Dōgen threads practice and enlightenment so tightly together that pulling one loose unravels the other. In the Shōbōgenzō, sitting zazen isn’t a rehearsal for awakening—it’s awakening itself, played out moment by moment. The essay “Genjōkōan” drives this home: practice is already fully ripened realization, just as the oak is already an acorn’s destiny. There’s no practice “over there” to strive toward, nor a distant goal to pin all hopes on.
Early chapters like “Bendōwa” (Talk on Pursuing the Way) hit the nail on the head: genuine practice arises from right here, right now. Rather than chasing some grand mystic experience, Dōgen insists on embracing the mundane—breathing, posture, the sound of the wall-ripe cicadas outside the zendo.
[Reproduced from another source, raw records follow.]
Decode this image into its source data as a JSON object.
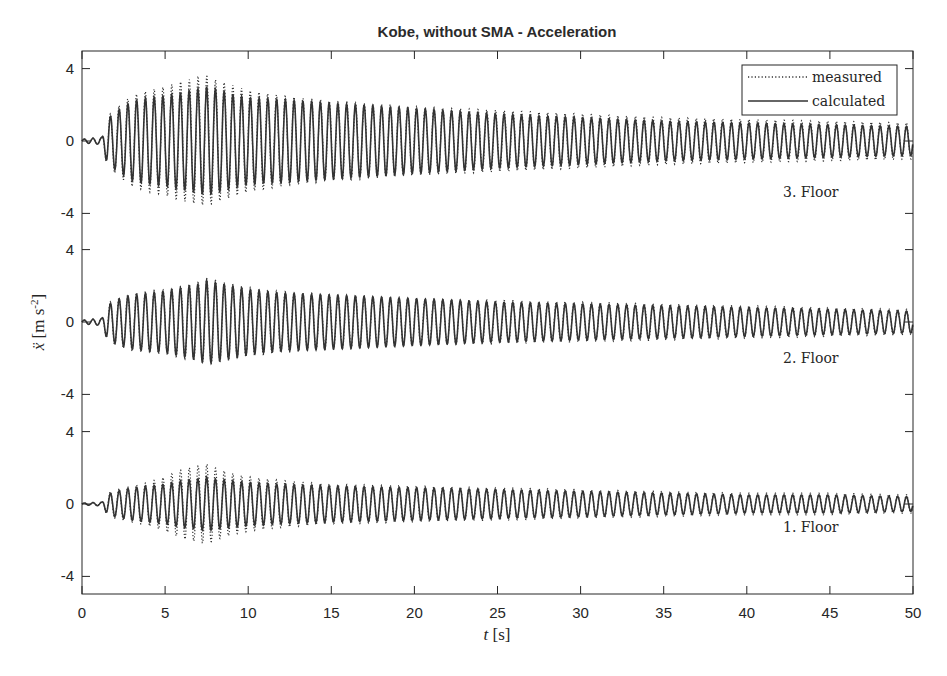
{
  "chart_data": {
    "type": "line",
    "title": "Kobe, without SMA - Acceleration",
    "xlabel": "t [s]",
    "ylabel": "ẍ [m s^-2]",
    "xlim": [
      0,
      50
    ],
    "x_ticks": [
      0,
      5,
      10,
      15,
      20,
      25,
      30,
      35,
      40,
      45,
      50
    ],
    "grid": false,
    "legend": {
      "position": "top-right",
      "entries": [
        {
          "label": "measured",
          "style": "dotted"
        },
        {
          "label": "calculated",
          "style": "solid"
        }
      ]
    },
    "frequency_hz": 1.9,
    "panels": [
      {
        "name": "3. Floor",
        "ylim": [
          -5,
          5
        ],
        "y_ticks": [
          -4,
          0,
          4
        ],
        "envelope_t": [
          0,
          1.2,
          1.5,
          2,
          3,
          4,
          5,
          6,
          7,
          7.5,
          8,
          9,
          10,
          12,
          15,
          20,
          25,
          30,
          35,
          40,
          45,
          50
        ],
        "calculated_amp": [
          0.1,
          0.2,
          1.2,
          1.6,
          2.2,
          2.4,
          2.5,
          2.7,
          2.9,
          3.0,
          2.9,
          2.6,
          2.4,
          2.3,
          2.1,
          1.8,
          1.5,
          1.3,
          1.1,
          1.0,
          0.9,
          0.8
        ],
        "measured_amp": [
          0.1,
          0.2,
          1.3,
          1.8,
          2.5,
          2.8,
          3.0,
          3.3,
          3.5,
          3.6,
          3.4,
          3.1,
          2.8,
          2.5,
          2.2,
          1.9,
          1.7,
          1.5,
          1.3,
          1.2,
          1.1,
          1.0
        ]
      },
      {
        "name": "2. Floor",
        "ylim": [
          -5,
          5
        ],
        "y_ticks": [
          -4,
          0,
          4
        ],
        "envelope_t": [
          0,
          1.2,
          1.5,
          2,
          3,
          4,
          5,
          6,
          7,
          7.5,
          8,
          9,
          10,
          12,
          15,
          20,
          25,
          30,
          35,
          40,
          45,
          50
        ],
        "calculated_amp": [
          0.1,
          0.2,
          0.9,
          1.2,
          1.5,
          1.6,
          1.7,
          1.9,
          2.1,
          2.3,
          2.2,
          2.0,
          1.8,
          1.6,
          1.5,
          1.3,
          1.1,
          1.0,
          0.9,
          0.8,
          0.7,
          0.6
        ],
        "measured_amp": [
          0.1,
          0.2,
          1.0,
          1.3,
          1.6,
          1.7,
          1.8,
          2.0,
          2.2,
          2.4,
          2.3,
          2.1,
          1.9,
          1.7,
          1.5,
          1.3,
          1.2,
          1.1,
          1.0,
          0.9,
          0.8,
          0.7
        ]
      },
      {
        "name": "1. Floor",
        "ylim": [
          -5,
          5
        ],
        "y_ticks": [
          -4,
          0,
          4
        ],
        "envelope_t": [
          0,
          1.2,
          1.5,
          2,
          3,
          4,
          5,
          6,
          7,
          7.5,
          8,
          9,
          10,
          12,
          15,
          20,
          25,
          30,
          35,
          40,
          45,
          50
        ],
        "calculated_amp": [
          0.05,
          0.1,
          0.5,
          0.7,
          0.9,
          1.0,
          1.1,
          1.3,
          1.4,
          1.5,
          1.4,
          1.3,
          1.2,
          1.1,
          1.0,
          0.9,
          0.8,
          0.7,
          0.6,
          0.5,
          0.5,
          0.4
        ],
        "measured_amp": [
          0.05,
          0.1,
          0.6,
          0.8,
          1.0,
          1.2,
          1.5,
          1.9,
          2.1,
          2.2,
          2.0,
          1.7,
          1.5,
          1.3,
          1.1,
          1.0,
          0.9,
          0.8,
          0.7,
          0.6,
          0.6,
          0.5
        ]
      }
    ]
  }
}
That very ordinariness is proof positive of enlightenment unfolding in each moment.
In “Uji” (Being-Time), time and being interweave so seamlessly that each posture, step, or breath is an entire cosmos expressing realization. This flips the usual map of “practice first, enlightenment later” on its head; practice-realization becomes a dance where both partners move as one.
Modern mindfulness movements, from meditation apps to corporate retreats during the pandemic, often echo this principle—even if unwittingly. By reminding people to simply sit and be present, they tap into Dōgen’s insistence that enlightenment isn’t stashed away but here, now, in each heartbeat.
Across the Shōbōgenzō, practice-realization emerges as more than doctrine: it’s a living thread binding every essay, poem, and koan. It invites slipping the rigid boundary between “doing” and “being,” revealing that every bow, every breath, is already the great awakening unfolding.